About this exercise:
Skip every picture. Print each line from the one containing "This screenshot has width=1227, height=690." through the end of the records below, word for word.

====== Information given ======

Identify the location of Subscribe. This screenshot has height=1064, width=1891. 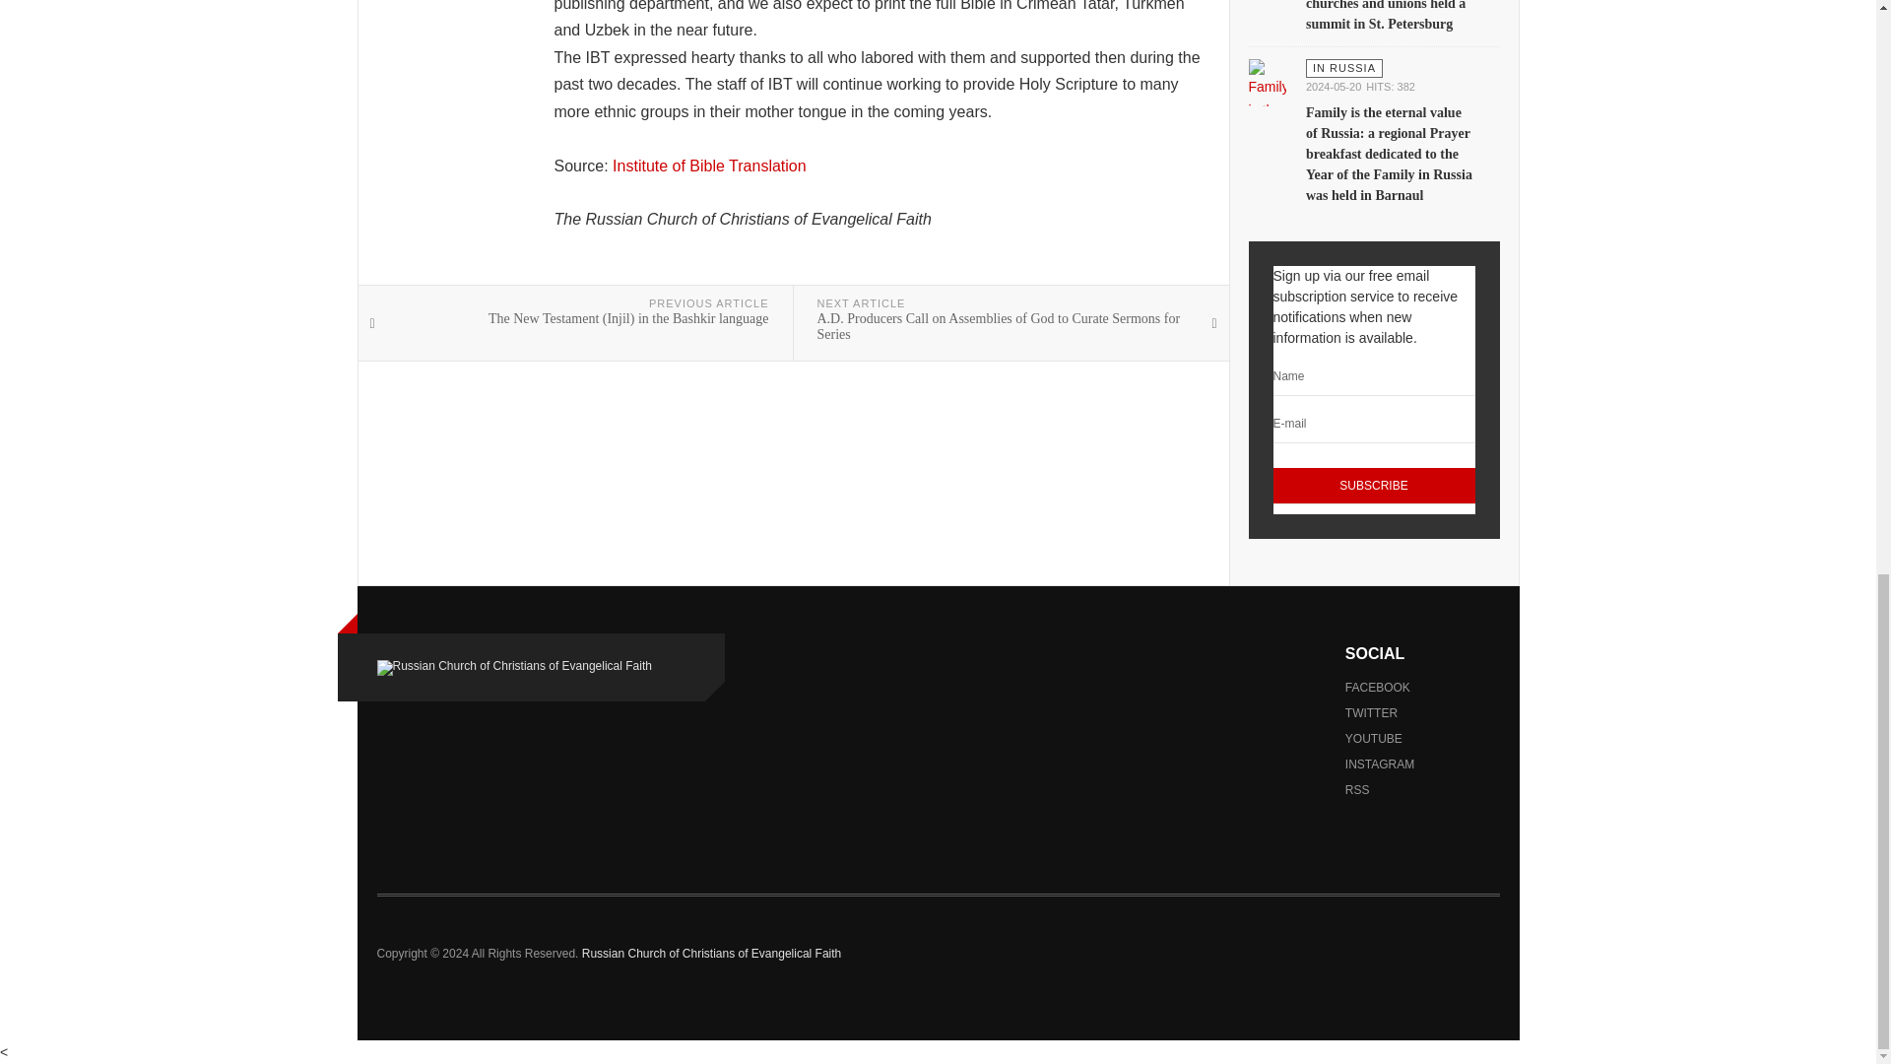
(1373, 487).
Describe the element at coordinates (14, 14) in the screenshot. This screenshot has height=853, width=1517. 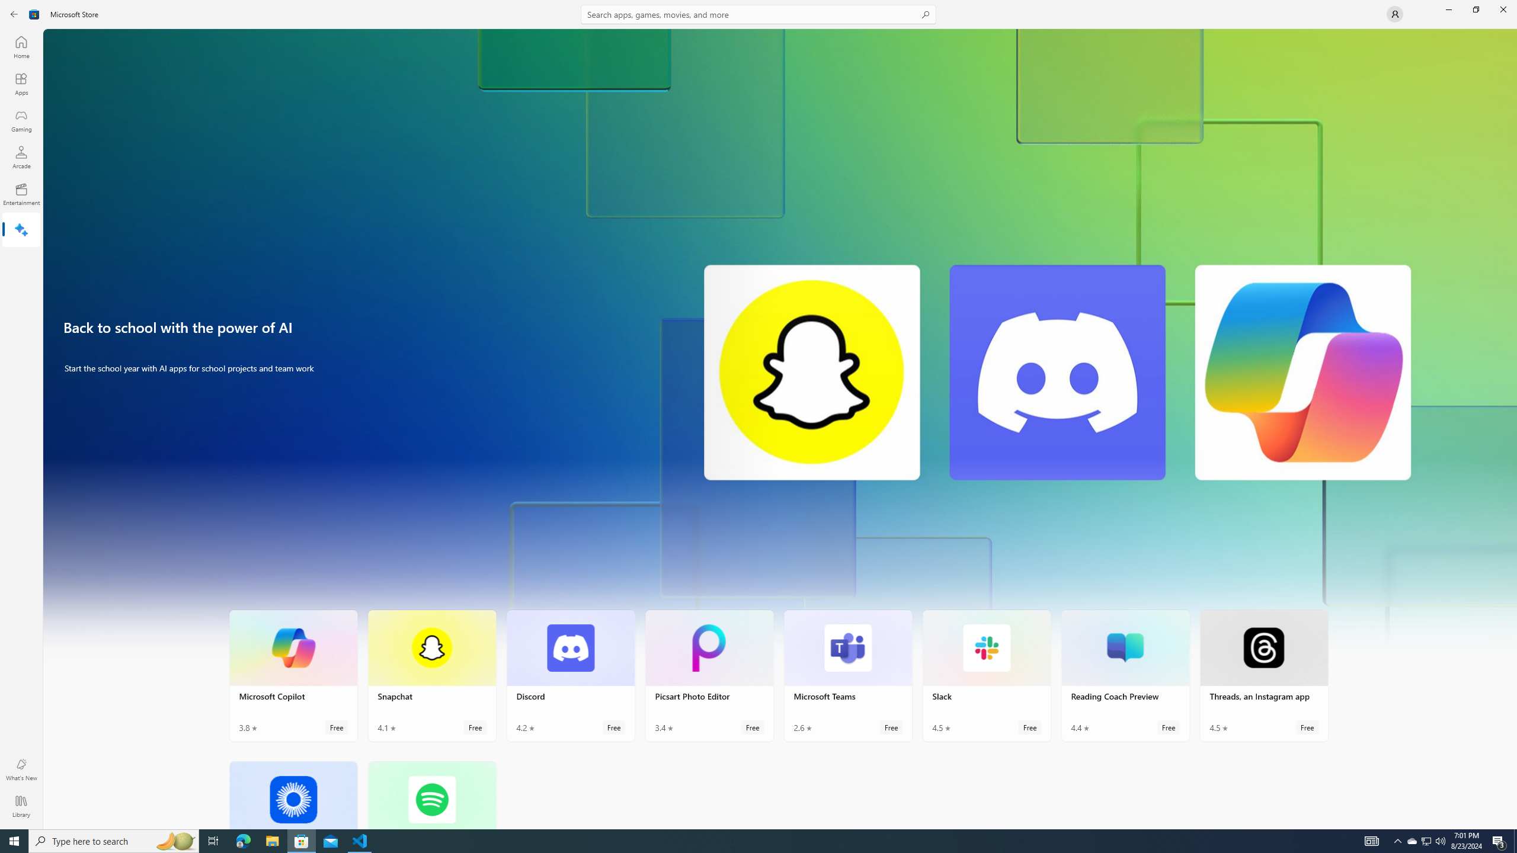
I see `Back` at that location.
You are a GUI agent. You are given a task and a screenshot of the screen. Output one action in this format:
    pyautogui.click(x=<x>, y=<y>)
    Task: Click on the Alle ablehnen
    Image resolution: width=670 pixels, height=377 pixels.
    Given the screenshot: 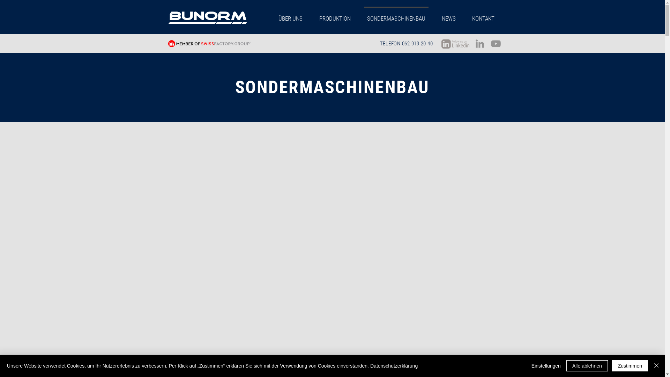 What is the action you would take?
    pyautogui.click(x=587, y=366)
    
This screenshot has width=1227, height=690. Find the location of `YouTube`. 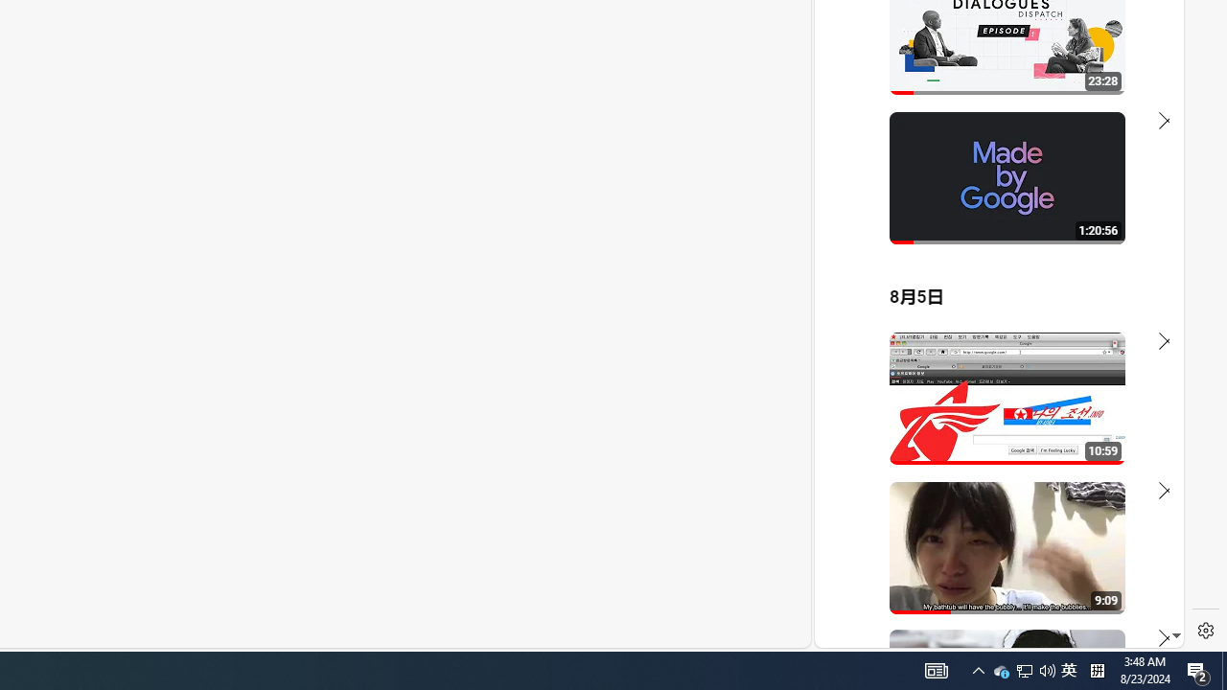

YouTube is located at coordinates (991, 414).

======

Output of the exercise:
This screenshot has width=1227, height=690. Find the location of `YouTube`. 

YouTube is located at coordinates (991, 414).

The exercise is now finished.